Critics term Italo Calvino as the most brilliant Italian writer of the 20th century. If on a winter’s night a traveler is a singular example of his mastery of the written word. Being a sucker for sophisticated Italian men and compelling writing, I picked up a copy of this book and was immediately intrigued by Calvino’s overriding premise—that a novel is a form capable of countless changes. Though the book can be labeled by the terms postmodernism and fabulism, a complete understanding of these terms is unnecessary in the superficial enjoyment of the novel, which was first published in Italy in 1979 and translated to English in 1981.
From his opening lines, Calvino takes the normal literary conventions of protagonist, conflict and plot and turns them upside down by creating two disparate types of chapters that rotate in order. The first type of chapter is numbered in sequence and is written from a second person point of view that addresses, you, the reader. Consider these chapters a sort of instruction manual for reading, as well as a casual but brilliant exploration of postmodernist thought. The narrator informs you that “you’re the sort of person who, on principle, no longer expects anything of anything”—the essence of postmodernism. These chapters essentially help to prepare you for the other section of chapters, which are based on meta-fictional plots (books within books).
With this premise of “reading for the sake of reading” in mind, the other chapters of the book take the reader through a complex labyrinth of plots and characters that form ten distinct novellas. A strange continuity links the ten separate plots—the Reader opens Calvino’s book, only to find that it is a defective copy that has a different book within it. This initial “error” sets up a chain reaction of events that lead the Reader and his mysterious companion, Ludmilla, on a journey through more books and challenges that include dead languages, tyrannical governments and strange translators. The titles of these chapters in themselves form a lyrical sentence that ultimately asks where stories come from. Each section references the other, yet can also stand alone—a truly remarkable feat of Calvino’s in creating his literary universe. Critics have compared Calvino to J.L. Borges and Umberto Eco, and his canon of work won much critical acclaim throughout the 20th century.
The uniqueness of this novel begs the question of Calvino’s larger purpose, a thought expressed in the chapter In a network of lines that intersect: “a system of mirrors would multiply my image to infinity and reflect its essence in a single image [and] would then reveal to me the soul of the universe, which is hidden in mine.”
Calvino challenges the reader to consider the purpose of writing in understanding “the soul of the universe,” or more generically, the meaning of life and how we find it. Whether or not writing and reading are valid approaches to finding this is up to the reader, a judgment Calvino gladly relinquishes to the individual. After all, in postmodernist thought, who is the author to determine any level of meaning for the reader?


§ Aim of the task: From the line containing "Detect 'food' and" down to the line containing "Tell me where clothing is.", copy out the entries below exactly, both lines included, and nothing else; pictures do not belong in the copy.

§ Input data:
* * * * *
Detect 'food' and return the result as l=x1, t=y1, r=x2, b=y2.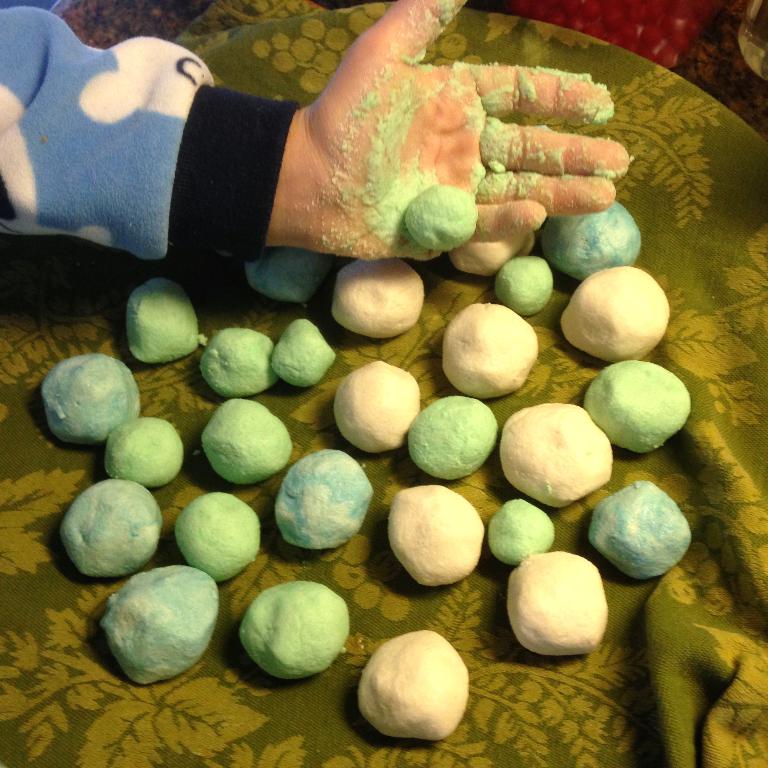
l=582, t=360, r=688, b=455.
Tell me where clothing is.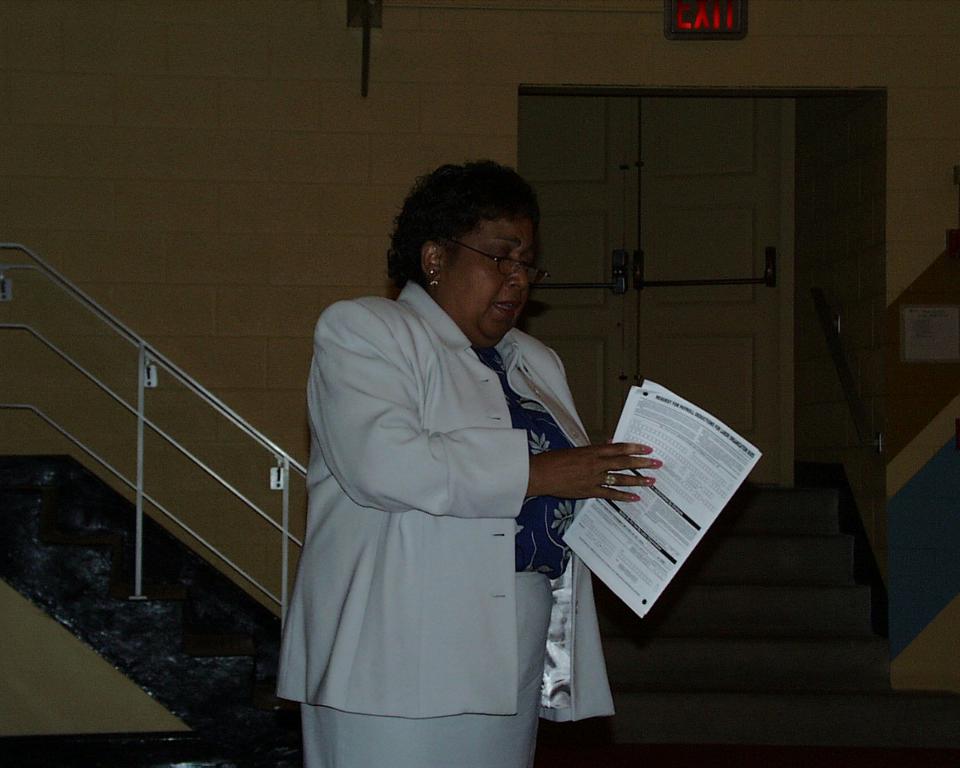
* * * * *
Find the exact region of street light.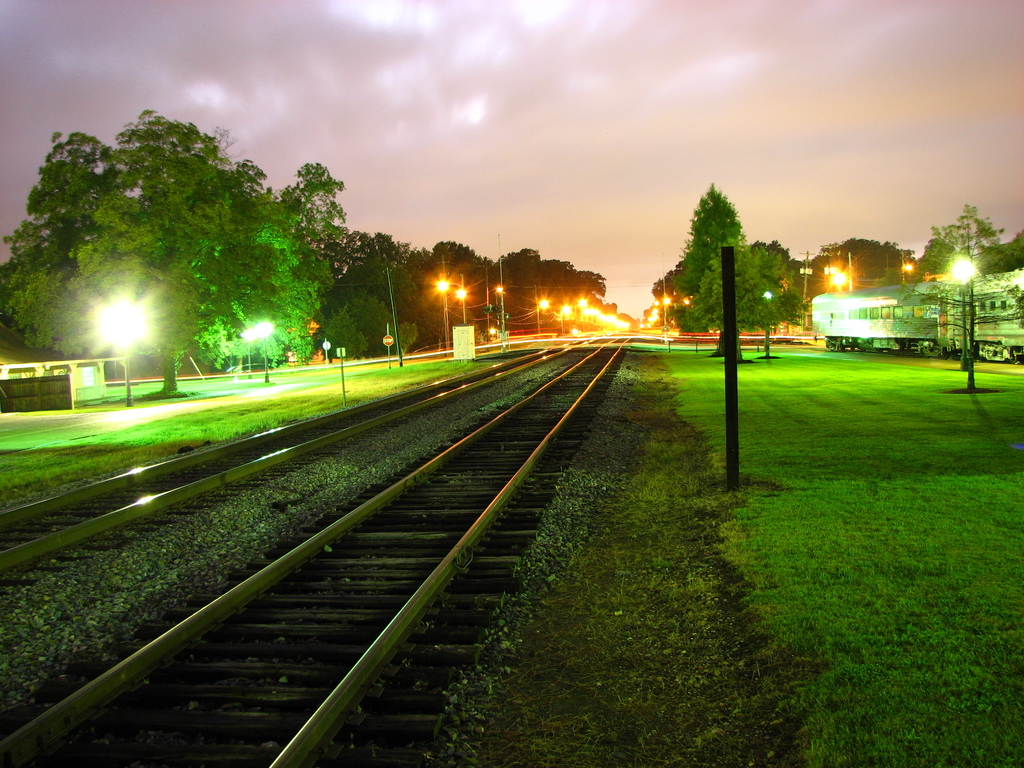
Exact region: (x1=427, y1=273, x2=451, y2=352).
* * * * *
§ Exercise output:
Detect 'food' and return the result as l=x1, t=y1, r=x2, b=y2.
l=582, t=360, r=688, b=455.
Tell me where clothing is.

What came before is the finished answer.